(Records contained in a dataset)
* * * * *

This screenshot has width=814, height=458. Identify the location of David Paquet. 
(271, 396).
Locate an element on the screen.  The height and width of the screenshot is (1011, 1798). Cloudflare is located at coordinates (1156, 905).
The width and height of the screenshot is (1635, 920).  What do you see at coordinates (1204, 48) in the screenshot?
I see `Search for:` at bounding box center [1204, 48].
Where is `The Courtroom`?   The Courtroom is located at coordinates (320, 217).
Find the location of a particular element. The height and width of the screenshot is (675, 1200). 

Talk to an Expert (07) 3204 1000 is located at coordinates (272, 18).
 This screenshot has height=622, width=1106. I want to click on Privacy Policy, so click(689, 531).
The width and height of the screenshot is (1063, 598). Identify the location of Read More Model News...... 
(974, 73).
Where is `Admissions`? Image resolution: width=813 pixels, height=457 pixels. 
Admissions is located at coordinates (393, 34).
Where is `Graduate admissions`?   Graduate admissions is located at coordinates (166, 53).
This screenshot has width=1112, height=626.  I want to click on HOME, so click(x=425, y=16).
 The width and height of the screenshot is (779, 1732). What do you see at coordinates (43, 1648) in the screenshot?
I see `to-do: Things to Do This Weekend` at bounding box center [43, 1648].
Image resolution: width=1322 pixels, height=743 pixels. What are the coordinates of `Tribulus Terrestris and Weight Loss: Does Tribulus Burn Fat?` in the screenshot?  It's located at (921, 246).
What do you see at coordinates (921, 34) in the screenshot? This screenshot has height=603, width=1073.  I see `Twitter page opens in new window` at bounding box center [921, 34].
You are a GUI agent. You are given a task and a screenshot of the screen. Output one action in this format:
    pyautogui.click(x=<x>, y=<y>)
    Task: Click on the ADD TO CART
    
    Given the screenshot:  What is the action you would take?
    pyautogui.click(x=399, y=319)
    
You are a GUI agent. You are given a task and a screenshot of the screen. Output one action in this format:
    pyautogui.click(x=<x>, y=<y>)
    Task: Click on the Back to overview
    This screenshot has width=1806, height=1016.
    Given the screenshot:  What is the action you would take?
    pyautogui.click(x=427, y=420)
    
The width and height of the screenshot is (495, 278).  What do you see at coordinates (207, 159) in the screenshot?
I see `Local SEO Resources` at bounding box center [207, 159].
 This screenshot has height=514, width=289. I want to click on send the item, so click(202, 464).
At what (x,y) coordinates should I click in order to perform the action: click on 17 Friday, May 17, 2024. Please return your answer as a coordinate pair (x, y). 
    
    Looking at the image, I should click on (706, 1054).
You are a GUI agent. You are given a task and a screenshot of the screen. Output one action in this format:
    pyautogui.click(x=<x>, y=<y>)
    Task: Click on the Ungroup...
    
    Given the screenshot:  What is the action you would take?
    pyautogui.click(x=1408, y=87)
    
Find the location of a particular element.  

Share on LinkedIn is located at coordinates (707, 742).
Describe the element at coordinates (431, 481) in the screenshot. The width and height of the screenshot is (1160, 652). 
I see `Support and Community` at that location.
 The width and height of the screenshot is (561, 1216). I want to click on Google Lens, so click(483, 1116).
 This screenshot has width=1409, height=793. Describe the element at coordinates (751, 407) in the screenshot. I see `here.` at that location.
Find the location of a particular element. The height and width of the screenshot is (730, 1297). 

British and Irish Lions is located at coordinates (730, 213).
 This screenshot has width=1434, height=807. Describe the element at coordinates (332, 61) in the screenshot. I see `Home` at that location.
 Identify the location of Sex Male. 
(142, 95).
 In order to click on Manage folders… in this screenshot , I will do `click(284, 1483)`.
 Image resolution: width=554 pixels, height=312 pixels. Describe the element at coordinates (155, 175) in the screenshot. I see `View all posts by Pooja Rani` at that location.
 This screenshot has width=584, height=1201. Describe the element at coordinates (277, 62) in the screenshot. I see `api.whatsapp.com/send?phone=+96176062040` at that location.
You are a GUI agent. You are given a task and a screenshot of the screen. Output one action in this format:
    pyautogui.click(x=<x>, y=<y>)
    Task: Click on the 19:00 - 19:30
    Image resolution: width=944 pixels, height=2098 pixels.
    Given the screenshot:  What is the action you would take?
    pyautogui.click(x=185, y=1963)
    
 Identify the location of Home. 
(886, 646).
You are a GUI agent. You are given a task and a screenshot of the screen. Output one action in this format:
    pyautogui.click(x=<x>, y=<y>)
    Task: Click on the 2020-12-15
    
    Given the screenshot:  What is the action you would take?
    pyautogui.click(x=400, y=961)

* * * * *

The records above are to be reproduced exactly, with nothing left out.

▶ **THE ANSWER**:
This screenshot has width=814, height=458. Identify the location of David Paquet. 
(271, 396).
Locate an element on the screen.  The height and width of the screenshot is (1011, 1798). Cloudflare is located at coordinates (1156, 905).
The width and height of the screenshot is (1635, 920).  What do you see at coordinates (1204, 48) in the screenshot?
I see `Search for:` at bounding box center [1204, 48].
Where is `The Courtroom`?   The Courtroom is located at coordinates (320, 217).
Find the location of a particular element. The height and width of the screenshot is (675, 1200). 

Talk to an Expert (07) 3204 1000 is located at coordinates (272, 18).
 This screenshot has height=622, width=1106. I want to click on Privacy Policy, so click(689, 531).
The width and height of the screenshot is (1063, 598). Identify the location of Read More Model News...... 
(974, 73).
Where is `Admissions`? Image resolution: width=813 pixels, height=457 pixels. 
Admissions is located at coordinates (393, 34).
Where is `Graduate admissions`?   Graduate admissions is located at coordinates (166, 53).
This screenshot has width=1112, height=626.  I want to click on HOME, so click(x=425, y=16).
 The width and height of the screenshot is (779, 1732). What do you see at coordinates (43, 1648) in the screenshot?
I see `to-do: Things to Do This Weekend` at bounding box center [43, 1648].
Image resolution: width=1322 pixels, height=743 pixels. What are the coordinates of `Tribulus Terrestris and Weight Loss: Does Tribulus Burn Fat?` in the screenshot?  It's located at (921, 246).
What do you see at coordinates (921, 34) in the screenshot? This screenshot has height=603, width=1073.  I see `Twitter page opens in new window` at bounding box center [921, 34].
You are a GUI agent. You are given a task and a screenshot of the screen. Output one action in this format:
    pyautogui.click(x=<x>, y=<y>)
    Task: Click on the ADD TO CART
    
    Given the screenshot:  What is the action you would take?
    pyautogui.click(x=399, y=319)
    
You are a GUI agent. You are given a task and a screenshot of the screen. Output one action in this format:
    pyautogui.click(x=<x>, y=<y>)
    Task: Click on the Back to overview
    This screenshot has width=1806, height=1016.
    Given the screenshot:  What is the action you would take?
    pyautogui.click(x=427, y=420)
    
The width and height of the screenshot is (495, 278).  What do you see at coordinates (207, 159) in the screenshot?
I see `Local SEO Resources` at bounding box center [207, 159].
 This screenshot has height=514, width=289. I want to click on send the item, so click(202, 464).
At what (x,y) coordinates should I click in order to perform the action: click on 17 Friday, May 17, 2024. Please return your answer as a coordinate pair (x, y). 
    
    Looking at the image, I should click on (706, 1054).
You are a GUI agent. You are given a task and a screenshot of the screen. Output one action in this format:
    pyautogui.click(x=<x>, y=<y>)
    Task: Click on the Ungroup...
    
    Given the screenshot:  What is the action you would take?
    pyautogui.click(x=1408, y=87)
    
Find the location of a particular element.  

Share on LinkedIn is located at coordinates (707, 742).
Describe the element at coordinates (431, 481) in the screenshot. The width and height of the screenshot is (1160, 652). 
I see `Support and Community` at that location.
 The width and height of the screenshot is (561, 1216). I want to click on Google Lens, so click(483, 1116).
 This screenshot has width=1409, height=793. Describe the element at coordinates (751, 407) in the screenshot. I see `here.` at that location.
Find the location of a particular element. The height and width of the screenshot is (730, 1297). 

British and Irish Lions is located at coordinates (730, 213).
 This screenshot has width=1434, height=807. Describe the element at coordinates (332, 61) in the screenshot. I see `Home` at that location.
 Identify the location of Sex Male. 
(142, 95).
 In order to click on Manage folders… in this screenshot , I will do `click(284, 1483)`.
 Image resolution: width=554 pixels, height=312 pixels. Describe the element at coordinates (155, 175) in the screenshot. I see `View all posts by Pooja Rani` at that location.
 This screenshot has width=584, height=1201. Describe the element at coordinates (277, 62) in the screenshot. I see `api.whatsapp.com/send?phone=+96176062040` at that location.
You are a GUI agent. You are given a task and a screenshot of the screen. Output one action in this format:
    pyautogui.click(x=<x>, y=<y>)
    Task: Click on the 19:00 - 19:30
    Image resolution: width=944 pixels, height=2098 pixels.
    Given the screenshot:  What is the action you would take?
    pyautogui.click(x=185, y=1963)
    
 Identify the location of Home. 
(886, 646).
You are a GUI agent. You are given a task and a screenshot of the screen. Output one action in this format:
    pyautogui.click(x=<x>, y=<y>)
    Task: Click on the 2020-12-15
    
    Given the screenshot:  What is the action you would take?
    pyautogui.click(x=400, y=961)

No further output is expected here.